More and more households in the greater Portland region are feeling the housing crunch. The region needs more than 80,000 affordable housing units for everyone earning less than 60 percent of the median income.
But addressing a housing crisis alone is not enough. Regional leaders need to consider how people move around the region, which jobs are nearby, and who has access to nature.
"You cannot pick winners and losers in your community because everybody has to be essential," said Ron Sims, former HUD deputy secretary.
That was the message that Ron Sims, the former deputy secretary for the U.S. Department of Housing and Urban Development and former King County, Wash., executive, delivered to a group of Metro councilors and staff, elected officials, business leaders and nonprofits at the Embassy Suites in Tigard on June 29.
The event was hosted by the Westside Economic Alliance, a nonprofit group that advocates on behalf of businesses on the west side of the region.
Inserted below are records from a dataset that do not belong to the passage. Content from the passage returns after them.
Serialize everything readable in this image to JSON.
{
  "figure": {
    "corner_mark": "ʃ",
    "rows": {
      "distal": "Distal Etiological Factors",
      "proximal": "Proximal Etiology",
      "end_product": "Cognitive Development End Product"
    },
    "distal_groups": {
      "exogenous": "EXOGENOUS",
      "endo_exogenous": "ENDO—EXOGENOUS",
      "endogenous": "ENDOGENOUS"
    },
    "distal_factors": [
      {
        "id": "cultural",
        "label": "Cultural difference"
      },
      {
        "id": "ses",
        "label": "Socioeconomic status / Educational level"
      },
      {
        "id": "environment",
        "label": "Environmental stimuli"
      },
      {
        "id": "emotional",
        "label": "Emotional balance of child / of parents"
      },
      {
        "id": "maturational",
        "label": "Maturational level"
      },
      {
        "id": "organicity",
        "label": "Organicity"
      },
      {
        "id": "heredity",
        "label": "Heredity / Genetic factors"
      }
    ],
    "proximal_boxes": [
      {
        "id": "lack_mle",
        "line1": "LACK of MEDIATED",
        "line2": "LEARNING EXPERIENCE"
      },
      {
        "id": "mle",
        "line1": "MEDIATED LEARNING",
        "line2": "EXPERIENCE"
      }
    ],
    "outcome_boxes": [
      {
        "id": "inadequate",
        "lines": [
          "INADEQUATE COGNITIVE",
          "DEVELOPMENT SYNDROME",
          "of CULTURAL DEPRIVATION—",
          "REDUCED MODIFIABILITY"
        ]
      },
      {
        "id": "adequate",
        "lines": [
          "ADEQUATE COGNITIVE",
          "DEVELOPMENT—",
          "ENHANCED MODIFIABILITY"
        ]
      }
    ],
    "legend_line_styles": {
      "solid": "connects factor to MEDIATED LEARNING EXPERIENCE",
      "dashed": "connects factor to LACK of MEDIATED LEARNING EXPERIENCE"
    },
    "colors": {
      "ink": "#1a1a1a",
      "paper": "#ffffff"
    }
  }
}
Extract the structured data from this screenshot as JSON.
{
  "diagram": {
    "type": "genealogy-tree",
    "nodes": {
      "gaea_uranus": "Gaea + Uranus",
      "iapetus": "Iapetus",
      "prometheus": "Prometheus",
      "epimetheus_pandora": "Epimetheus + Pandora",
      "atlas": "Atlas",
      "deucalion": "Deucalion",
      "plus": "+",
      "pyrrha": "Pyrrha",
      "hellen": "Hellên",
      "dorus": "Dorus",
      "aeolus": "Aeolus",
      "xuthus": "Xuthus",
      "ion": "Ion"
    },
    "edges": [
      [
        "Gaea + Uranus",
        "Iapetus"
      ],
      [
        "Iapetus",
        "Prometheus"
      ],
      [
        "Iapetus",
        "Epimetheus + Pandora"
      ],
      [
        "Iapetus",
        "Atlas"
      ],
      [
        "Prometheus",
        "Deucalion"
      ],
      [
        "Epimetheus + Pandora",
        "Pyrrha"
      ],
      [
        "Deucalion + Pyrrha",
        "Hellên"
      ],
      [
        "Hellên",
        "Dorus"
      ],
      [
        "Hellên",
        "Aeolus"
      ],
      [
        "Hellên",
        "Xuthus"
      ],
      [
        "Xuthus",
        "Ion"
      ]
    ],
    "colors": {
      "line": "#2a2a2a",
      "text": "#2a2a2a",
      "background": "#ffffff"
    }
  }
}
Sims has a good pulse of what metropolitan regions across the United States are doing on housing and community wellbeing, having worked at HUD. He told the audience that the greater Portland region has every ingredient it needs to be a successful and prosperous place.
Those ingredients, or attributes, include lots of natural beauty, a strong economy attractive to employers, and a transportation network that combines driving, walking, biking, and transit.
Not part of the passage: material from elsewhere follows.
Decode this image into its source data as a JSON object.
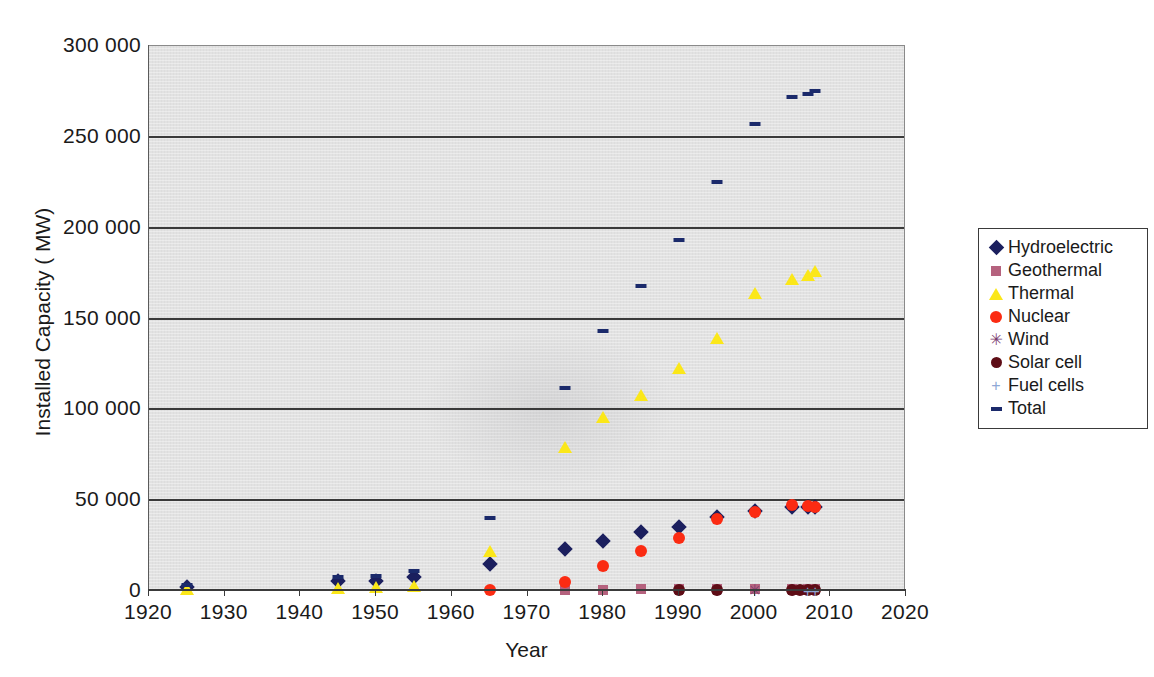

“All the data we had at the federal government shows that the only way you will not be successful for the rest of this century is by a deliberate process of saying you don’t want to succeed,” Sims said. “You have every single attribute to be incredibly successful and a national leader.”
Sims said decisions that regional leaders make now, as they continue to tackle challenges in transportation, housing, and urban growth, will have a big impact on the future.
Finding mutual interests
“The key for you is to sit down and find mutual interests,” Sims continued, “and your mutual interests are simple: don’t you want to be a community of high prosperity, high growth, and attractive competitively in the world? It’s pretty simple. You cannot pick winners and losers in your community because everybody has to be essential.”
The region must welcome diversity, Sims argued, because diverse places will lead globally in the future.
Metro Councilor Kathryn Harrington said Sims’ messages challenge the region to be more inclusive to ensure that everyone here can succeed.
“Mr. Sims had some very good points today that everyone is essential,” Harrington said. “We have neighborhoods throughout our region that are in decline, and we should be redoubling our efforts to make sure that those are stable neighborhoods and that people can continue to live in safe, comfortable homes in their neighborhood. Let’s invest and improve those neighborhoods.”
A Metro housing snapshot showed that housing is impacting racial and ethnic groups in different ways. People of color are more likely to be burdened by housing costs than whites. At the same time, people of color are being displaced from inner Portland neighborhoods to places all across the region.
Over decades, the greater Portland region has made large investments in protecting natural spaces and building a transportation network for more than just cars. Sims thinks the region will reap benefits into the future from past and present investments.
“Everything – working on transportation, working on housing – leads to better economic outcomes for entire region,” Harrington said. “We will succeed together, we can succeed together, and as Mr. Sims said, why don’t you want to be remarkable?”